9 The case for external sentential negation 9 Although Schlesinger s observation is not always accurate, it must be admitted that for the most part the claim that lāw appears only before non-verbal phrases is true; this tendency is therefore in need of explanation. Section 5 demonstrates a different distribution for these negators and consequently a different explanation is provided in Section 7 for their distribution. 4 Historical background for the existence of two negators The form lāw is the result of enclitization of the 3rd masculine singular independent pronoun hu to the other negator, lā: lā þ hu [not þ it]> lāw. 9 The combination lā hu is a complete sentence and could negate an entire statement, carrying the basic meaning: It is not the case. This function is still found in replies to questions: (7) ʼmar l-eh ʼit l-āk nikse b-qapputqāyā, say.pst.3.m.sg to-3.m.sg exist to-2.m.sg property in-gn ʼmar l-eh lā-w say.pst.3.m.sg to-3.m.sg NEG-3.M.SG He said to him, Do you have property in GN? He replied, No. (Ber. 56b) There are rare examples with a 3rd feminine singular pronoun (hi: lā þ hi [not þ it]> lāy), and this is expected since the gender of complete statements is interchangeable between masculine and feminine (Bar-Asher Siegal 2013b: 57 59): (8) māy ʼāmart dilmā lā-y 10 what say.ptcp.2.m.sg perhaps NEG-3.F.SG What would you say, perhaps it is not so! (Tem. 8b) 9 Syriac (see Section 2 concerning the relationship between Syriac and JBA) has a similar negator, and Joosten (1992) and Pat-El (2006) propose different analyses for its distribution. None of them, however, seems to fit the distribution of lāw in JBA. According to Pat-El (2006), lāw in Syriac appears only in cleft sentences. If her analysis is correct, then JBA represents a further development of the use of this negator in the history of Eastern Aramaic. 10 This form is extremely rare in JBA, and it is therefore not surprising that it does not appear in some of the manuscripts (see appendix). Moreover, see below in Table 1, in this environment both negators are expected.

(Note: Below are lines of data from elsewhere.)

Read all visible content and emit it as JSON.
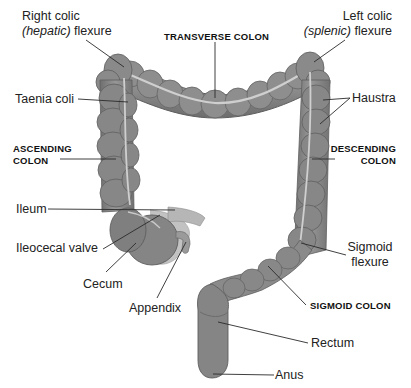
{
  "diagram": {
    "colors": {
      "organ_fill": "#8a8a8a",
      "organ_dark": "#6e6e6e",
      "organ_light": "#a9a9a9",
      "taenia": "#cfcfcf",
      "leader_line": "#2a2a2a",
      "background": "#ffffff"
    },
    "labels": {
      "right_colic_line1": "Right colic",
      "right_colic_italic": "(hepatic)",
      "right_colic_rest": " flexure",
      "transverse_colon": "TRANSVERSE COLON",
      "left_colic_line1": "Left colic",
      "left_colic_italic": "(splenic)",
      "left_colic_rest": " flexure",
      "taenia_coli": "Taenia coli",
      "haustra": "Haustra",
      "ascending_line1": "ASCENDING",
      "ascending_line2": "COLON",
      "descending_line1": "DESCENDING",
      "descending_line2": "COLON",
      "ileum": "Ileum",
      "ileocecal_valve": "Ileocecal valve",
      "cecum": "Cecum",
      "appendix": "Appendix",
      "sigmoid_flexure_line1": "Sigmoid",
      "sigmoid_flexure_line2": "flexure",
      "sigmoid_colon": "SIGMOID COLON",
      "rectum": "Rectum",
      "anus": "Anus"
    }
  }
}
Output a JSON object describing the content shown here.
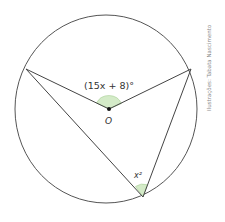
{
  "diagram": {
    "type": "inscribed-and-central-angle",
    "circle": {
      "cx": 106,
      "cy": 109,
      "rx": 91,
      "ry": 94
    },
    "points": {
      "A": {
        "x": 26,
        "y": 69
      },
      "B": {
        "x": 191,
        "y": 69
      },
      "O": {
        "x": 109,
        "y": 109
      },
      "C": {
        "x": 143,
        "y": 197
      }
    },
    "central_angle_label": "(15x + 8)°",
    "center_label": "O",
    "inscribed_angle_label": "x²",
    "credit": "Ilustrações: Tabata Nascimento",
    "colors": {
      "stroke": "#444444",
      "angle_fill": "#d4ebc8",
      "angle_stroke": "#8fbf7a"
    }
  }
}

10 10 Elitzur A. Bar-Asher Siegal Similarly, in the context of cleft sentences, the negator lāw should still be analyzed, even synchronically, as containing the two historical morphemes. This analysis is due to the fact that the structure of a regular cleft sentence is: (9) PHRASE hu d- CLAUSE COP.3.M.SG REL As in the following examples: (10) a. hāʼe hu d-bāʽe ʽaqirā DEM.M.SG COP.3.M.SG require.ptcp.3.m.sg uprooting It is this that requires uprooting. (lit., This is that which requires uprooting ) (Pesaḥ. 73b) b. milltā yattirtā hu d-ʽbad word s uperfluous.f.sg COP.3.M.SG REL-do.PST.3.M.SG It is a superfluous thing that he has done. (Moʿed Qaṭ. 21a) c. lnaṭore tarbiṣ-eh hu d-ʽbad protect.inf courtyard-poss.3.m.sg COP.3.M.SG REL-do.PST.3.M.SG It is in order to protect his courtyard that he did it. (ʿErub. 90a) Thus, it is likely that the following cleft construction, with the negator in the initial position, should be analyzed as containing the negator lā and the copulative pronoun hu: (11) lā-w d-mbarrek ʽl-eh NEG-3.M.SG REL-bless.PTCP.3.M.SG on-3.m.g w-šāte l-eh and-drink.ptcp.3.m.sg to-3.m.sg lā d-mbarrek ʽl-eh w-mānaḥ l-eh no REL-bless.PTCP.3.M.SG on-3.m.g and-leave.ptcp.3.m.sg to-3.m.sg Is this not the case where he recites a blessing upon it and drinks it? No, [this is the case] when he recites a blessing upon it and leaves it. (Ber. 52a) In other words, the negation is the main predicate, and the encliticized hu is either the subject or the agreement marker appearing with the predicate, the clause being its referent. (The choice between these descriptions depends on the

11 The case for external sentential negation 11 syntactic analysis one adopts for cleft sentences in JBA and is irrelevant for the current discussion.) Synchronically, however, lāw appears in JBA also as a negator within a clause, and not only in cleft sentences. Hypothetically one could argue that all appearances of lāw should be analyzed as cleft sentences, since lāw usually (but not always) takes the sentence-initial position. There are, though, several reasons to reject this hypothesis. First, lāw also appears without the subordinating conjunction d-. In light of our previous observations regarding the cleft sentences in JBA (for a detailed analysis see Bar- Asher Siegal 2013b: ; see also Goldenberg 1998: 117), since cleft sentences not involving lāw almost always have d-, so we might expect d- also with the lāw cases if they were indeed cleft sentences. Therefore, the lack of d- in this case supports the claim that the sentences with the negator lāw are not cleft sentences. Second, what follows lāw is not necessarily a sentence, and hence it is not an asyndetic cleft sentence. This is illustrated by acommonphraseinjbawheretheadverbhāke such follows the negator lāw. Note the following example: (12) hā lāw hāke DEM.F.SG NEG so [In fact] it is not so. (among others, Menaḥ. 55b) Finally, lāw in cleft sentences most often appears in a very specific construction. In the following example, the elements that constitute this construction are in bold: (13) lāw d-lā qnu minn-eh NEG REL-NEG acquire.possession.pst.3.m.pl from-3.m.sg lā d-qnu minn-eh NEG REL-aquire.possession.PST.3.M.PL from-3.m.sg Isn t it the case where it was not purchased from him? No, it was purchased from him. (B. Bat. 151b) This construction, (which could be illustrated by Example (11) as well,) is a rhetorical device that raises a possible state of affairs, whose occurrence is then denied. While lāw before cleft sentences almost always appears in this construction, lāw that is not followed by the subordinating particle can also appear in other environments, as will be demonstrated below.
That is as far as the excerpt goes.